I Love a Rant!
Reasoned discourse is fine if you are trying to learn something; to absorb some information. But for full disclosure, I prefer the rant. The rant is an emotional outpouring lightly sprinkled with the facts all helter skelter like on a chocolate donut. A rant is a somewhat intelligible discourse with an address. A rant lets you know where that person is coming from. A rant surfs the emotions, often using colloquialisms and argot. A rant can be a description with a personal stamp to it. Take this one by one of my favorites, Celine:
“As for sick people, patients, I had no illusions . . . In another neighborhood they’d be no less grasping or jugheaded or weak-kneed than the ones here. The same wine, the same movies, the same sports talk, the same enthusiastic submission to the natural needs of the gullet and the ass would produce the same crude, filthy horde, staggering from lie to lie, bragging, scheming, vicious . . . brutal between two fits of panic.”
Notice how this master of the rant does not raise his voice or descend to foul language, neither does he spit or wave his arms. No! He evokes his emotions and his argument through a calm display of observation. Each of the little sprinkles on his donut smells like a turd.
A reasoned essay will give you lots of reasons something is believed; but the rant will disclose the reason. It’s said that a good discussion will cover both sides of an issue. Well, a rant will disclose the underside. Perhaps that’s why I love the rant. It’s all about subtext not being happy where it is, and demanding more. A rant is you, wanting to put your face to things. A rant is the slave unbound! A rant is the language of the underdog. A rant is the flesh talking! And the flesh is weak. And the fact that we are all weak is probably the truest thing ever said. Which isn’t to say that every rant need be emotionally ugly…

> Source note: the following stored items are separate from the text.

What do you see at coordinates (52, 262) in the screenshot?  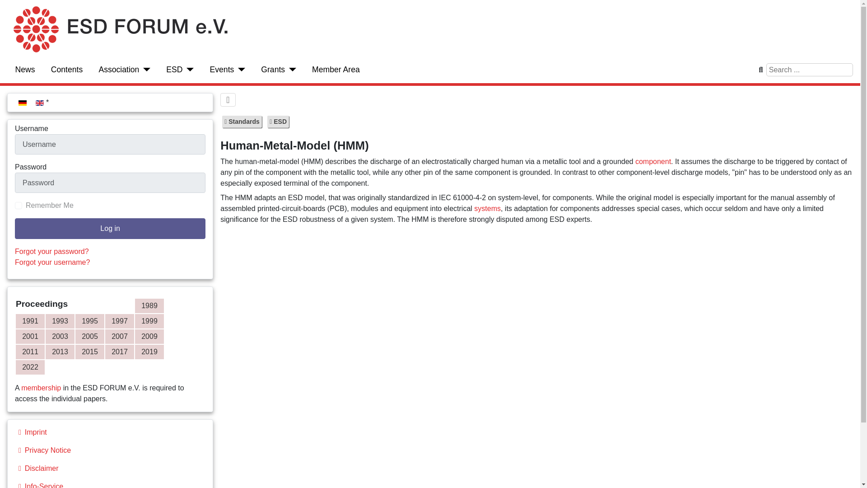 I see `Forgot your username?` at bounding box center [52, 262].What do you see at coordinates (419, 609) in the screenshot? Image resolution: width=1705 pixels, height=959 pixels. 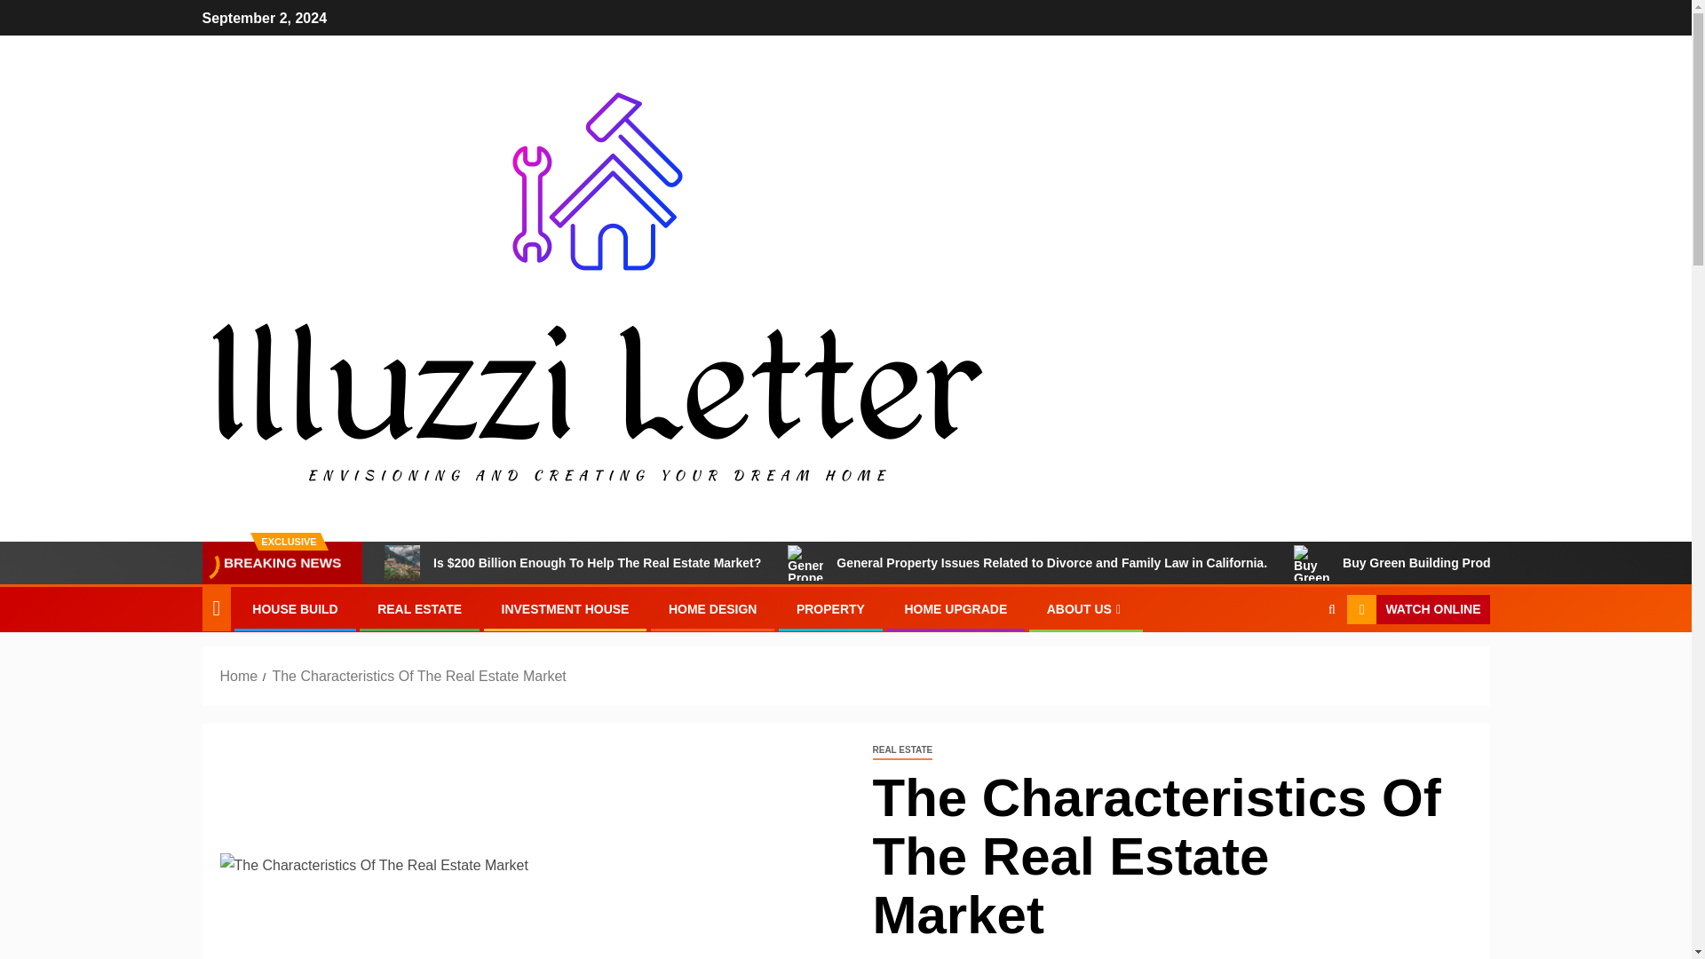 I see `REAL ESTATE` at bounding box center [419, 609].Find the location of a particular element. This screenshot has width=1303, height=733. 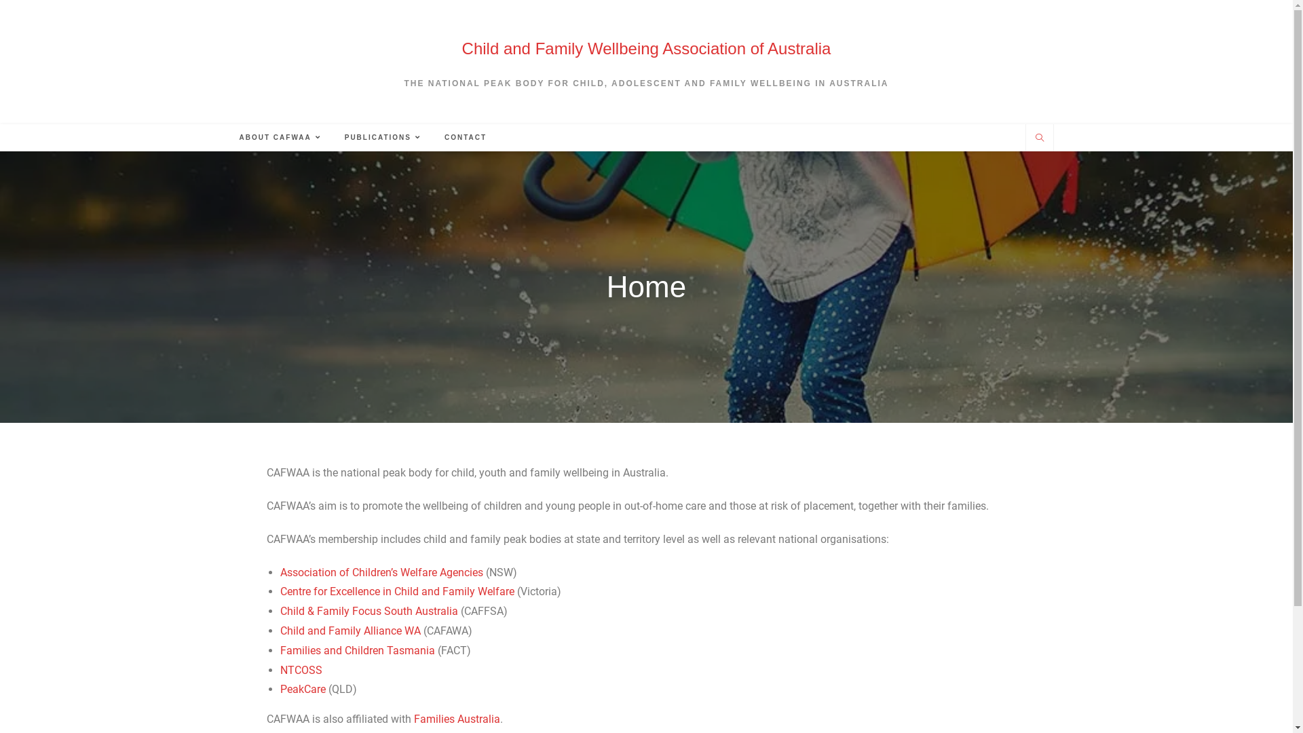

CONTACT is located at coordinates (466, 138).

“When you’re not used to the comforts and luxuries of the table, they go to your head in no time. Truth is always glad to leave you. With next to no encouragement it will set you free. And we manage very nicely without it. Amid this sudden plethora of comforts a fine megalomaniacal delirium finds no difficulty in overwhelming you. I started telling tall ones in my turn, intermittently discussing hives with the young cousin. You extricate yourself from your daily humiliations by trying, like Robinson, to put yourself on a level with the rich by means of lies, the currency of the poor. We’re all ashamed of our ungainly flesh, our inadequate carcasses. I couldn’t make up my mind to show them my truth; it was as unworthy of them as my rear end. I had to make a good impression at all costs.” – Celine
A rant can reveal a vulnerability (as above) – or even a lukewarm tribute:
“When we walked through the busy streets together, people turned around to pity the blind man. People have plenty of pity in them for the infirm and the blind, they really have love in reserve. I’d often sensed that love they have in reserve. There’s an enormous lot of it, and no one can say different. But it’s a shame that people should go on being so crummy with so much love in reserve. It just doesn’t come out, that’s all. It’s caught inside and there it stays, it doesn’t do them a bit of good. They die of love-inside.” – Celine
A good rant can describe just about anything a human can (and will) do.